Material provided —
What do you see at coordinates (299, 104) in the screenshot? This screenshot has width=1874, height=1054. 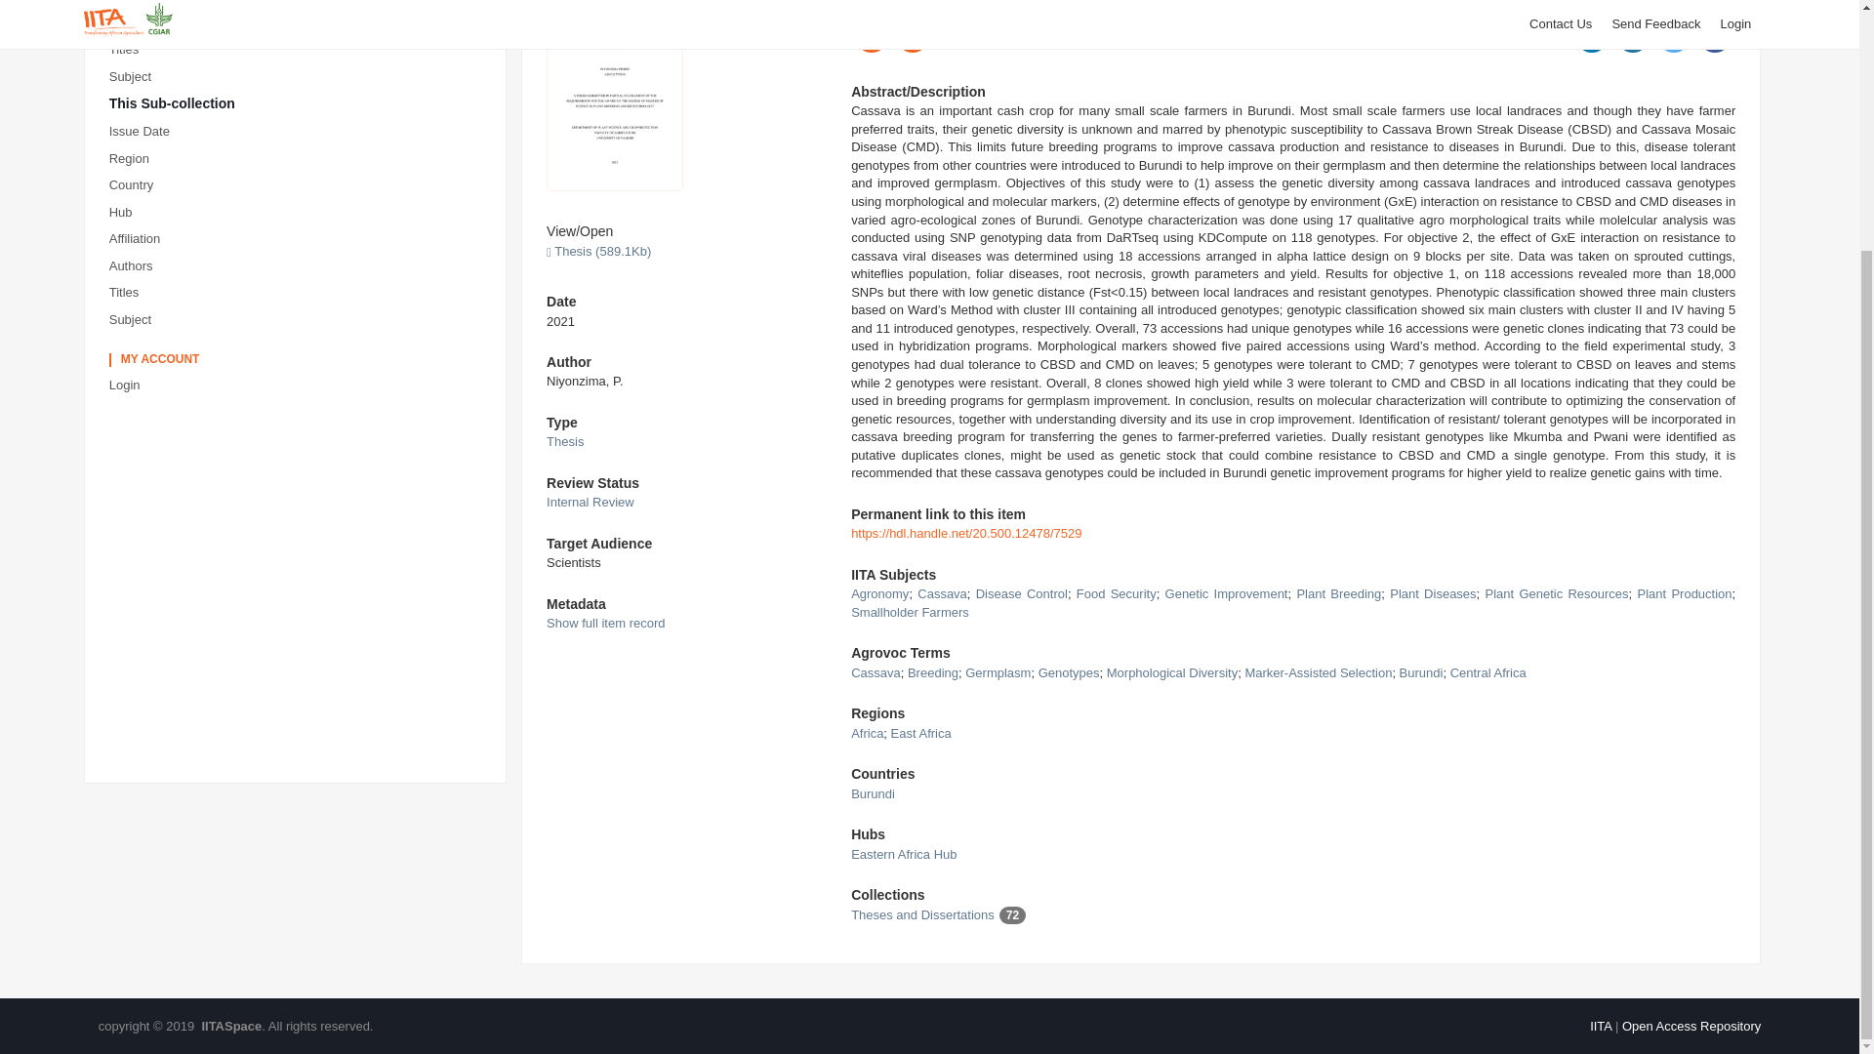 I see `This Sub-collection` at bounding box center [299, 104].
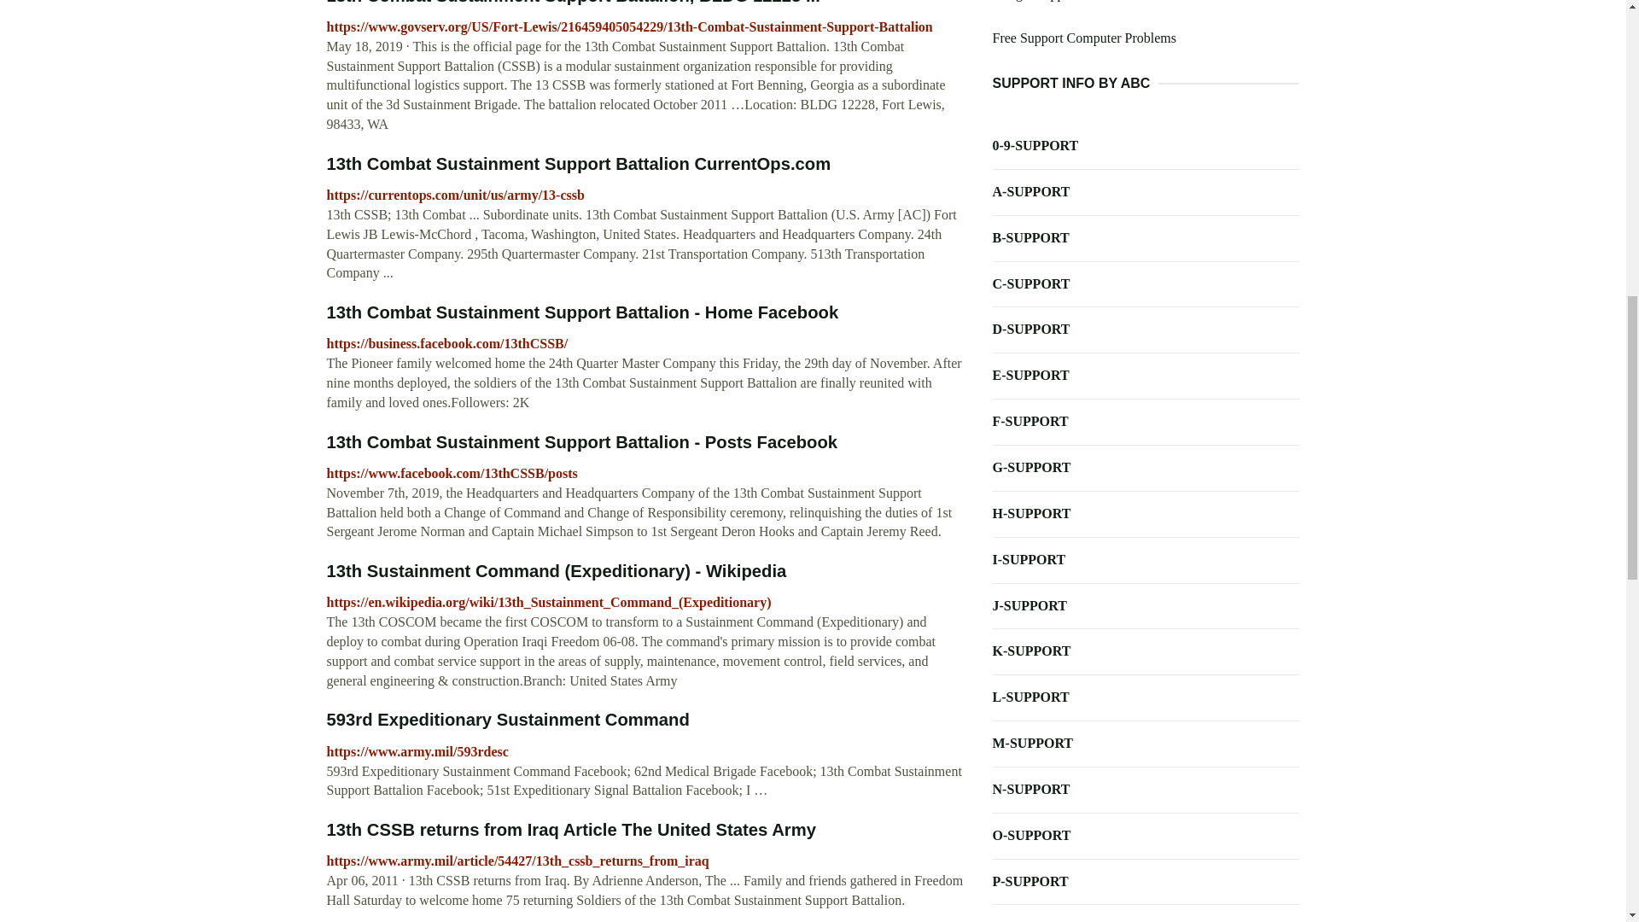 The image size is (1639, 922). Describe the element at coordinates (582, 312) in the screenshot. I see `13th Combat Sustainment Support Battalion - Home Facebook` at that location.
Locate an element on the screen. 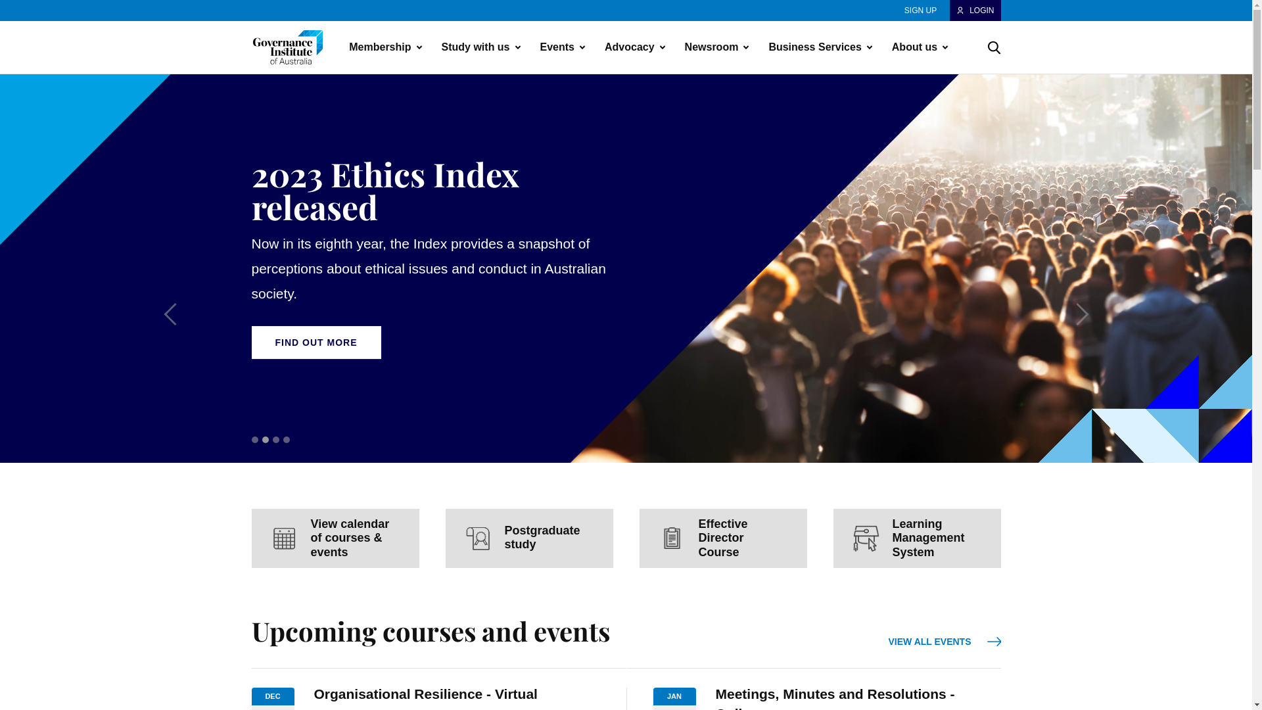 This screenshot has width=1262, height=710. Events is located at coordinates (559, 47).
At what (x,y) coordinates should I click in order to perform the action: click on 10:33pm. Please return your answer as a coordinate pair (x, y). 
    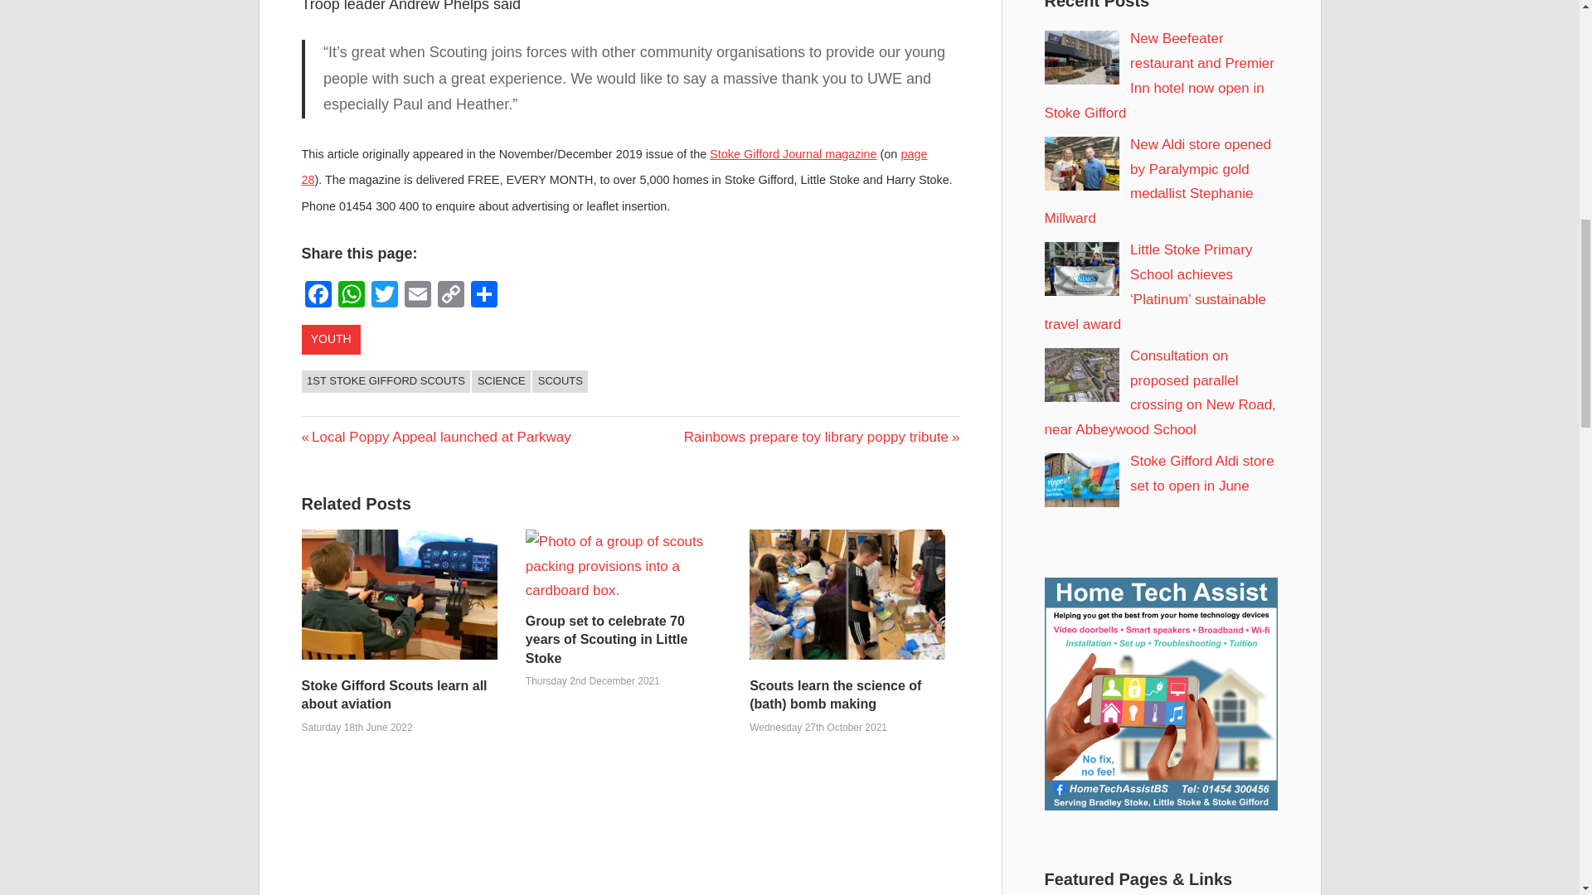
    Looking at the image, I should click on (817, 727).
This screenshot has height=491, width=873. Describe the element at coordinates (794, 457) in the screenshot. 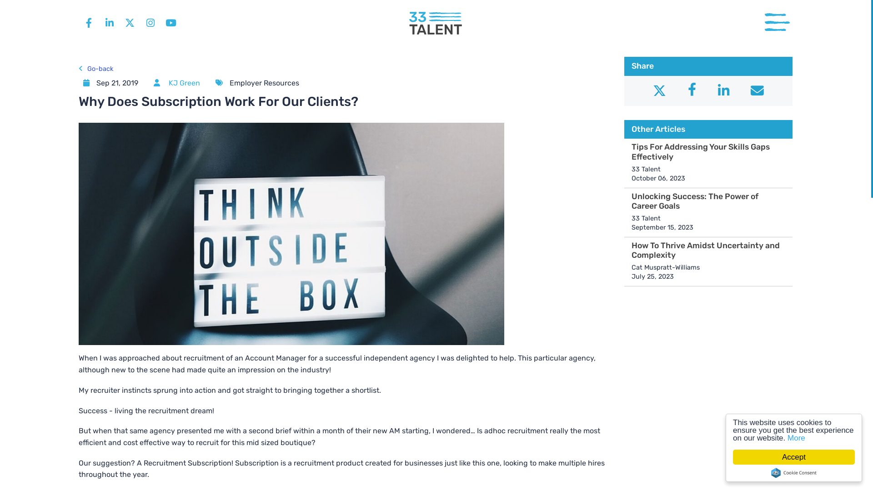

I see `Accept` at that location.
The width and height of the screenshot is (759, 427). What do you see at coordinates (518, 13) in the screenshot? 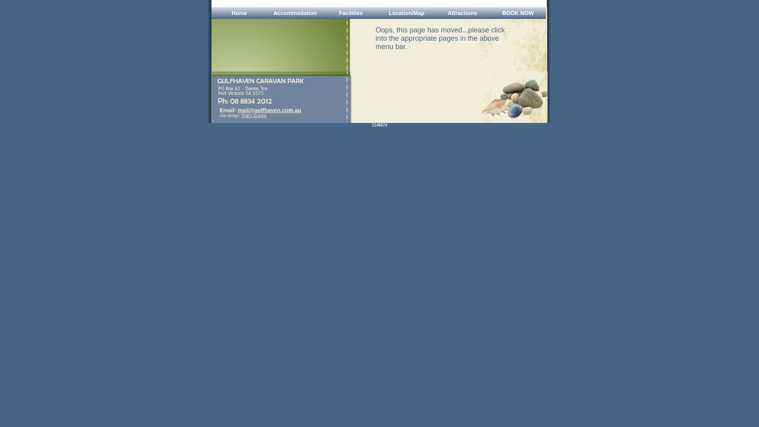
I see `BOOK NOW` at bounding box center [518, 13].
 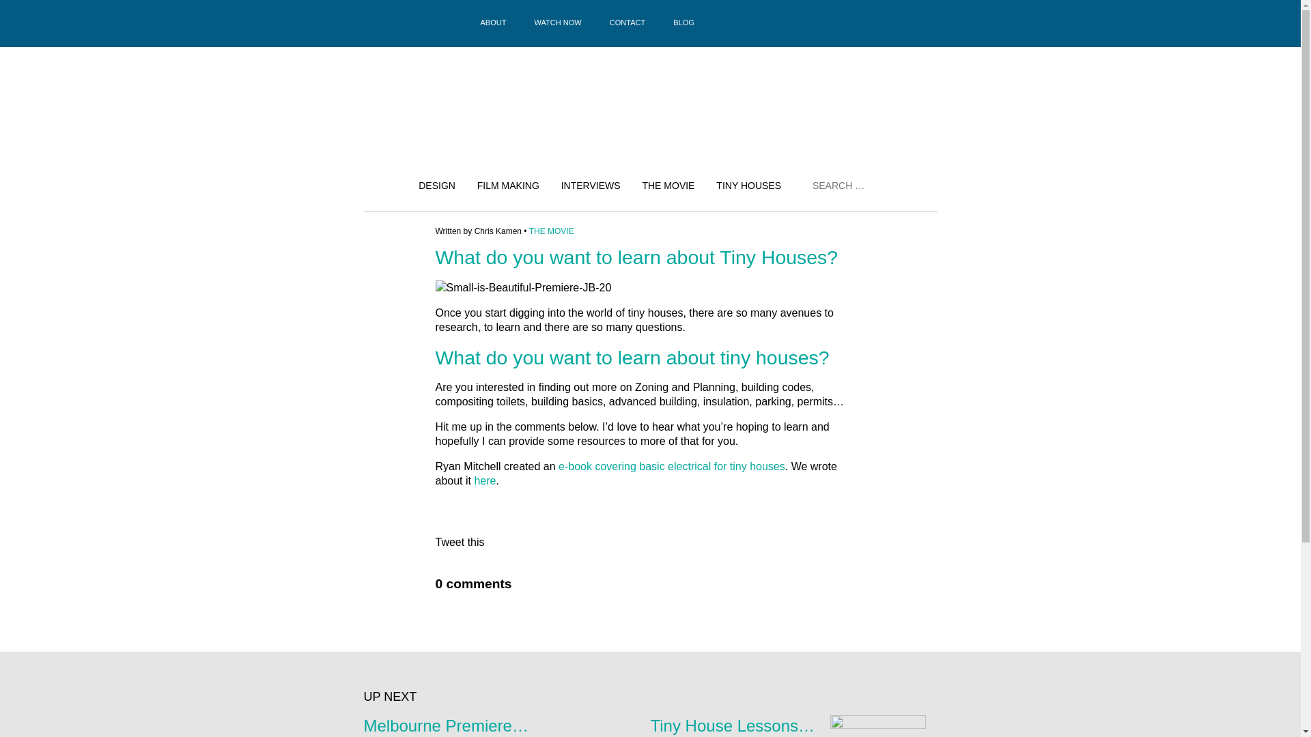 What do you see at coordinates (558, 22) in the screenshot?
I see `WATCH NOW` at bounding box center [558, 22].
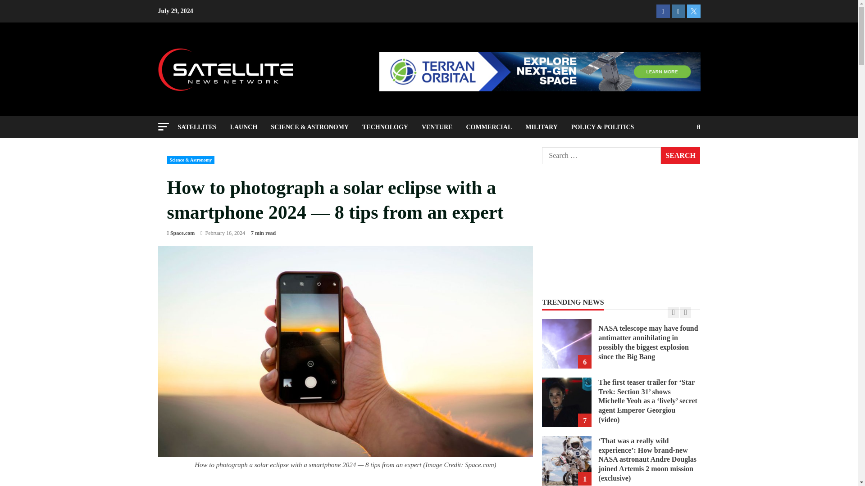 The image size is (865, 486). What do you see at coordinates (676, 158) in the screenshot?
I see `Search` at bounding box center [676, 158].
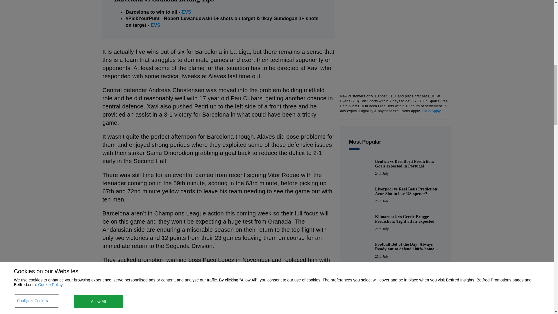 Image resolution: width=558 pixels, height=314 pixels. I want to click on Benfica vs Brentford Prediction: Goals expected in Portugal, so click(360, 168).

What you should do — Leave out the pictures, and write out exactly the lines from the line containing "At what (x,y)" through the end of the records above.

Result —
At what (x,y) coordinates should I click in order to perform the action: click on 10:33pm. Please return your answer as a coordinate pair (x, y). 
    Looking at the image, I should click on (817, 727).
This screenshot has height=491, width=873. Describe the element at coordinates (794, 457) in the screenshot. 

I see `Accept` at that location.
The width and height of the screenshot is (759, 427). What do you see at coordinates (518, 13) in the screenshot? 
I see `BOOK NOW` at bounding box center [518, 13].
  What do you see at coordinates (558, 22) in the screenshot?
I see `WATCH NOW` at bounding box center [558, 22].
 The image size is (865, 486). What do you see at coordinates (676, 158) in the screenshot?
I see `Search` at bounding box center [676, 158].
 Image resolution: width=558 pixels, height=314 pixels. I want to click on Benfica vs Brentford Prediction: Goals expected in Portugal, so click(360, 168).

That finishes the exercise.